Stories cause us to have emotions (joy, peace, love, fear, etc.). Stories bring ideas to us. We see ourselves in the characters presented in stories. Stories explode our curiosity. Stories are about sending and receiving. Stories include conversation that goes both ways providing interaction. It appears that we could all benefit from the effect of story.
As long as story captures our interest we have an almost infinite capacity to hear and repeat it. In today’s economy those who market and advertise know the power of story. It seems that story is one of the most powerful and effective tools that we have at our disposal to convey information with which we may engage people. An audience may be immersed in the story that provides them with the information that they need to take an action.

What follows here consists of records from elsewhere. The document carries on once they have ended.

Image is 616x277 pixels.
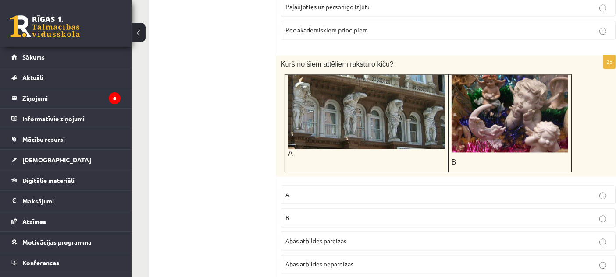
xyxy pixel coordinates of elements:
[22,53,45,61] span: Sākums
[11,88,121,108] a: Ziņojumi6
[22,74,43,82] span: Aktuāli
[22,135,65,143] span: Mācību resursi
[288,75,445,149] img: qgDMPNZlJPPDlV9eSQmq7Luzzi+CEgAAA7
[22,238,92,246] span: Motivācijas programma
[11,232,121,252] a: Motivācijas programma
[11,191,121,211] a: Maksājumi
[603,55,615,69] p: 2p
[22,218,46,226] span: Atzīmes
[599,192,606,199] input: A
[452,75,568,153] img: WEAAADs=
[10,15,80,37] a: Rīgas 1. Tālmācības vidusskola
[22,156,91,164] span: [DEMOGRAPHIC_DATA]
[109,92,121,104] i: 6
[22,259,59,267] span: Konferences
[11,68,121,88] a: Aktuāli
[599,239,606,246] input: Abas atbildes pareizas
[11,253,121,273] a: Konferences
[599,4,606,11] input: Paļaujoties uz personīgo izjūtu
[452,159,456,166] span: B
[285,191,289,199] span: A
[22,88,121,108] legend: Ziņojumi
[285,260,353,268] span: Abas atbildes nepareizas
[599,262,606,269] input: Abas atbildes nepareizas
[599,216,606,223] input: B
[285,237,346,245] span: Abas atbildes pareizas
[599,28,606,35] input: Pēc akadēmiskiem principiem
[285,214,289,222] span: B
[11,150,121,170] a: [DEMOGRAPHIC_DATA]
[11,109,121,129] a: Informatīvie ziņojumi
[288,150,293,157] span: A
[285,3,371,11] span: Paļaujoties uz personīgo izjūtu
[11,171,121,191] a: Digitālie materiāli
[285,26,368,34] span: Pēc akadēmiskiem principiem
[11,129,121,149] a: Mācību resursi
[22,177,75,185] span: Digitālie materiāli
[11,212,121,232] a: Atzīmes
[11,47,121,67] a: Sākums
[281,60,394,68] span: Kurš no šiem attēliem raksturo kiču?
[22,109,121,129] legend: Informatīvie ziņojumi
[22,191,121,211] legend: Maksājumi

More
Stories are not just a bunch of fragmented stuff that just happens. Stories are moving accounts that are headed for a destination. So when we hear or tell a story, it is a whole entity. We need to guard against putting fragments together (Wright, Scripture and the Authority of God, 20.) that produce the creation of a different story and then pass it off as if it were God’s story.
The Story of God that Scripture presents is to be told as a challenge to the story of the present world. God’s EPIC Adventure is subversive and will subvert the dominant paradigm when told and enacted. The telling and living of this Story challenges the authority of this present evil age. In telling and living God’s Story we are undermining the current worldview of what the world is and offering the world a new worldview. The Story we tell and live is that there is only one God. He is the creator of all that there is. He not only created the world, but he lives within his creation. He is not up there and we are down here (dualism). He is not a landlord who made the world and left it to run on its own (deism). He is not an absentee landlord (agnosticism). He is not absent (atheism). (N. T. Wright, Bringing the Church to the World (Minneapolis, MN: Bethany House Publishers, 1992), 21.) This Creator God is transcendent over his creation and is deeply wounded by its fall away from goodness to sinfulness. He was loving enough that he was willing to get his hands dirty, as it were, to bring about its recreation.

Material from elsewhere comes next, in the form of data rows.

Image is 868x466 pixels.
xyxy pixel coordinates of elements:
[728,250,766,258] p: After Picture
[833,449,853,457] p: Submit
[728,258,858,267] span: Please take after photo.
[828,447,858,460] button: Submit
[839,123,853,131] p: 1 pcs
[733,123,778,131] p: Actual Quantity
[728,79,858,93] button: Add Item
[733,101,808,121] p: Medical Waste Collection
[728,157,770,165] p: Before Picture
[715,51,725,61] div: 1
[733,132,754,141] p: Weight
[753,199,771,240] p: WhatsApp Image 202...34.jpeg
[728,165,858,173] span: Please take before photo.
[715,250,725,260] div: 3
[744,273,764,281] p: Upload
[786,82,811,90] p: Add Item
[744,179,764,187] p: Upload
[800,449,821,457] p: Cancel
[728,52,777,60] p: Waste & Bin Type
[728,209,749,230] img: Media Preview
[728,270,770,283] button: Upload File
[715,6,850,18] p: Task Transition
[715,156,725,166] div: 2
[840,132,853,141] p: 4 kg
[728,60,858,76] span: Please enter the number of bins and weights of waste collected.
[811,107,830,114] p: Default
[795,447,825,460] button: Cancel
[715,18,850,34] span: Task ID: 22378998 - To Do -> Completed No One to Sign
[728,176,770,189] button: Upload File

The Story of God is about the world that was created by God and functions as an open invitation for all who choose to participate. The hearer can make the Story his or her own by turning away from idols that hinder one from making the Story one’s own and worshiping the God who is revealed in this Story. (Wright, Bringing the Church to the World, 152).
Knowing the Story is not an end in itself. The Story is there so that the Creator God may be glorified and that his creation may be redeemed. It is our task to be the vehicles through whom this magnificent Story is told and retold, not just in words but also with drama, art, or any form of creative expression. We have been entrusted with a great and wonderful privilege.